Wednesday, February 8, 2012

Eleanor Antin, Exhausted Ramblings, CARVING

First of all, I'd like to mention that I've been thinking about this project obsessively all day. Secondly, I am extremely tired, and typing this from bed on my shitty laptop that doesn't "work," exactly, in that it's like 6 years old, someone gave it to me for free, the touch pad is broken, a lot of keys are missing, and it only temporarily picks up internet. Point being, this may not be my most eloquent post.

Anyway, after mentioning that song by Le Tigre, I had it stuck in my head all day. So I came up with the bright idea of researching some of the artists they mention. One of the first ones was Eleanor Antin. Yet another feminist artist from the '70's (I'm not sure why I've been on such a '70's roll today), she made a video piece called Representational Painting in which she records herself applying make-up in front of a mirror. It's meant to explore the ways in which society pressures women to live up to certain impossible ideals of beauty, which of course is an standard concept that feminists love to explore (I'm not trying to imply that it's cliche, just that it's common; as long as we're expected to live up to societal standards, then it should continue to be challenged).

Working off of where she was going with Representational Painting video, Antin took a series of 148 pictures of herself over the course of 37 days, during which she dieted with the goal of losing ten pounds, entitled CARVING: A Traditional Sculpture. The pictures are reminiscent of Eadweard Muybridge's famous photographic studies of motion from the 1800's, except hers are all of the same four positions: front, back, and both sides. Hers is not a study in motion as much a study of the effects of dieting on her body; the motion is in the dwindling size of her frame.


◆ **What you have to do**
Go through the records below line by line, counting those that contain the word "this"; answer with the count only.

◆ **Extracted material**

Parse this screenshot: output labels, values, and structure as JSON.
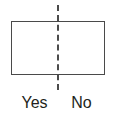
{
  "figure": {
    "type": "split-rectangle-diagram",
    "background_color": "#ffffff",
    "shape": {
      "name": "rectangle",
      "stroke_color": "#4a4a4a",
      "stroke_width_px": 1.5,
      "fill_color": "#ffffff",
      "x": 11,
      "y": 21,
      "width": 94,
      "height": 54
    },
    "divider": {
      "name": "vertical-dashed-line",
      "style": "dashed",
      "stroke_color": "#4a4a4a",
      "stroke_width_px": 2,
      "x": 58,
      "y_top": 5,
      "y_bottom": 90
    },
    "labels": {
      "left": "Yes",
      "right": "No",
      "text_color": "#231f20",
      "font_size_px": 16
    }
  }
}
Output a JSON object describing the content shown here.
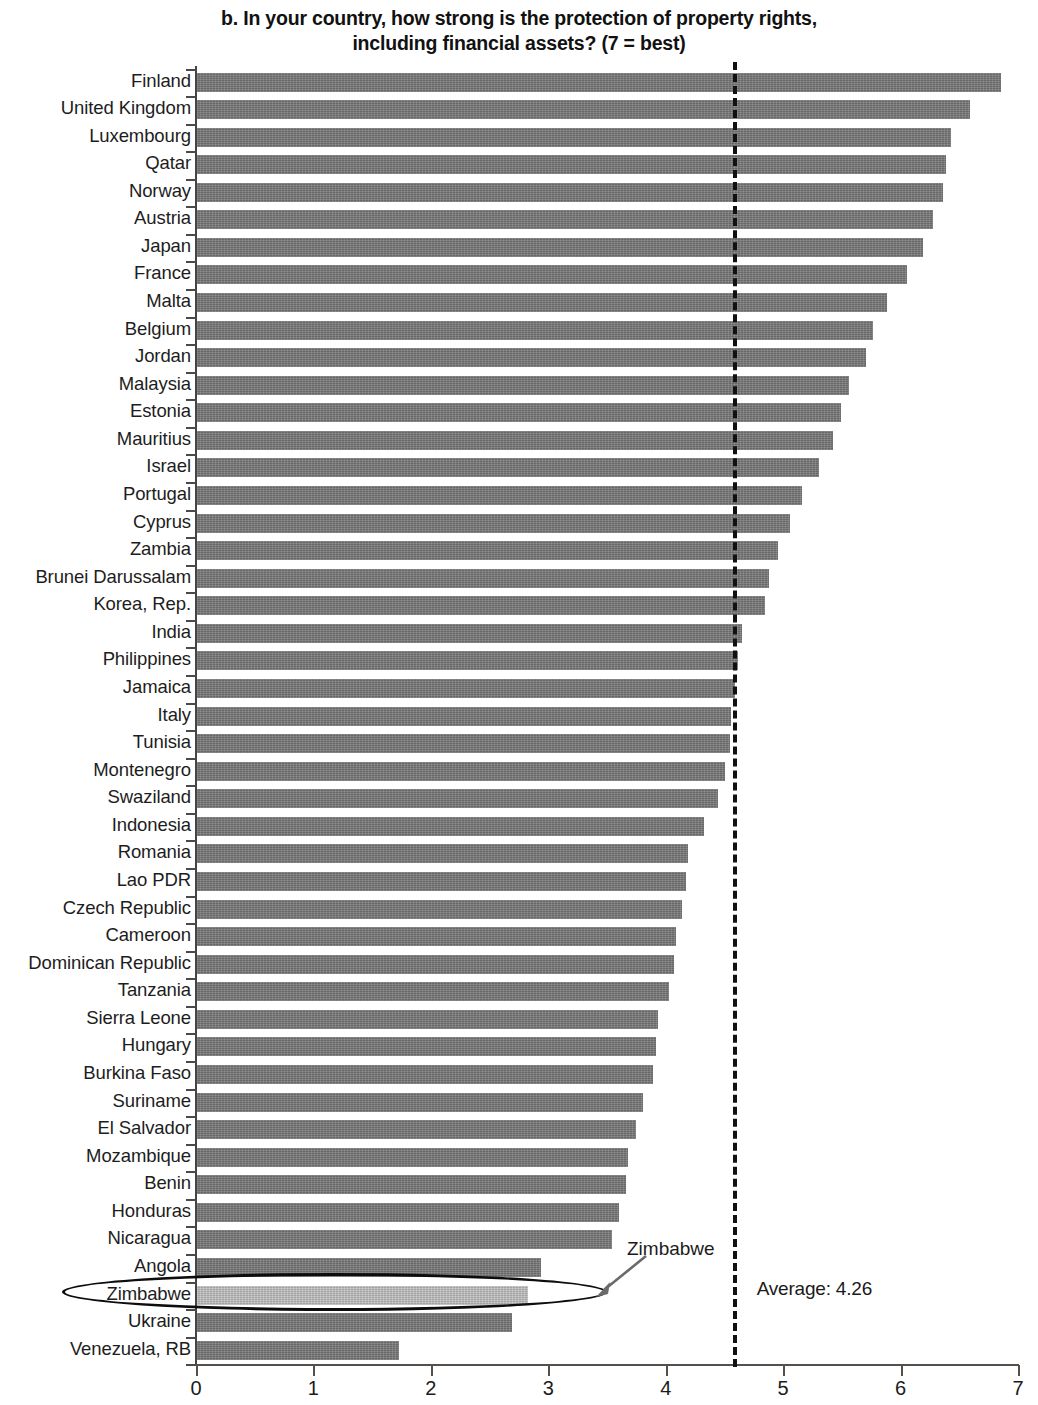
{
  "title": {
    "line1": "b. In your country, how strong is the protection of property rights,",
    "line2": "including financial assets? (7 = best)"
  },
  "annotations": {
    "average_label": "Average: 4.26",
    "callout_label": "Zimbabwe"
  },
  "colors": {
    "bar": "#757575",
    "bar_highlight": "#b3b3b3",
    "axis": "#55504c",
    "text": "#1b1b1b",
    "average_line": "#111111"
  },
  "chart_data": {
    "type": "bar",
    "orientation": "horizontal",
    "title": "b. In your country, how strong is the protection of property rights, including financial assets? (7 = best)",
    "xlabel": "",
    "ylabel": "",
    "xlim": [
      0,
      7
    ],
    "xticks": [
      0,
      1,
      2,
      3,
      4,
      5,
      6,
      7
    ],
    "xtick_labels": [
      "0",
      "1",
      "2",
      "3",
      "4",
      "5",
      "6",
      "7"
    ],
    "grid": false,
    "legend": null,
    "average": 4.26,
    "average_line_value": 4.57,
    "highlight_category": "Zimbabwe",
    "categories": [
      "Finland",
      "United Kingdom",
      "Luxembourg",
      "Qatar",
      "Norway",
      "Austria",
      "Japan",
      "France",
      "Malta",
      "Belgium",
      "Jordan",
      "Malaysia",
      "Estonia",
      "Mauritius",
      "Israel",
      "Portugal",
      "Cyprus",
      "Zambia",
      "Brunei Darussalam",
      "Korea, Rep.",
      "India",
      "Philippines",
      "Jamaica",
      "Italy",
      "Tunisia",
      "Montenegro",
      "Swaziland",
      "Indonesia",
      "Romania",
      "Lao PDR",
      "Czech Republic",
      "Cameroon",
      "Dominican Republic",
      "Tanzania",
      "Sierra Leone",
      "Hungary",
      "Burkina Faso",
      "Suriname",
      "El Salvador",
      "Mozambique",
      "Benin",
      "Honduras",
      "Nicaragua",
      "Angola",
      "Zimbabwe",
      "Ukraine",
      "Venezuela, RB"
    ],
    "values": [
      6.85,
      6.58,
      6.42,
      6.38,
      6.35,
      6.27,
      6.18,
      6.05,
      5.88,
      5.76,
      5.7,
      5.55,
      5.48,
      5.42,
      5.3,
      5.15,
      5.05,
      4.95,
      4.87,
      4.84,
      4.64,
      4.61,
      4.58,
      4.55,
      4.54,
      4.5,
      4.44,
      4.32,
      4.18,
      4.16,
      4.13,
      4.08,
      4.06,
      4.02,
      3.93,
      3.91,
      3.88,
      3.8,
      3.74,
      3.67,
      3.65,
      3.59,
      3.53,
      2.93,
      2.82,
      2.68,
      1.72
    ]
  }
}
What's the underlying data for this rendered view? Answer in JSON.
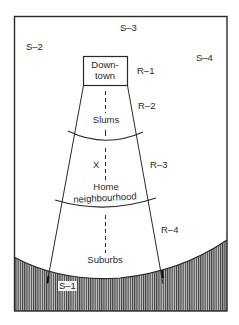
{
  "diagram": {
    "type": "urban-zone-model",
    "colors": {
      "line": "#2a2a2a",
      "hatch": "#3a3a3a",
      "background": "#ffffff"
    },
    "sectors": [
      {
        "id": "S-1",
        "label": "S–1"
      },
      {
        "id": "S-2",
        "label": "S–2"
      },
      {
        "id": "S-3",
        "label": "S–3"
      },
      {
        "id": "S-4",
        "label": "S–4"
      }
    ],
    "rings": [
      {
        "id": "R-1",
        "label": "R–1"
      },
      {
        "id": "R-2",
        "label": "R–2"
      },
      {
        "id": "R-3",
        "label": "R–3"
      },
      {
        "id": "R-4",
        "label": "R–4"
      }
    ],
    "zones": {
      "downtown_line1": "Down-",
      "downtown_line2": "town",
      "slums": "Slums",
      "home_marker": "X",
      "home_line1": "Home",
      "home_line2": "neighbourhood",
      "suburbs": "Suburbs"
    }
  }
}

◆ **Task output**
2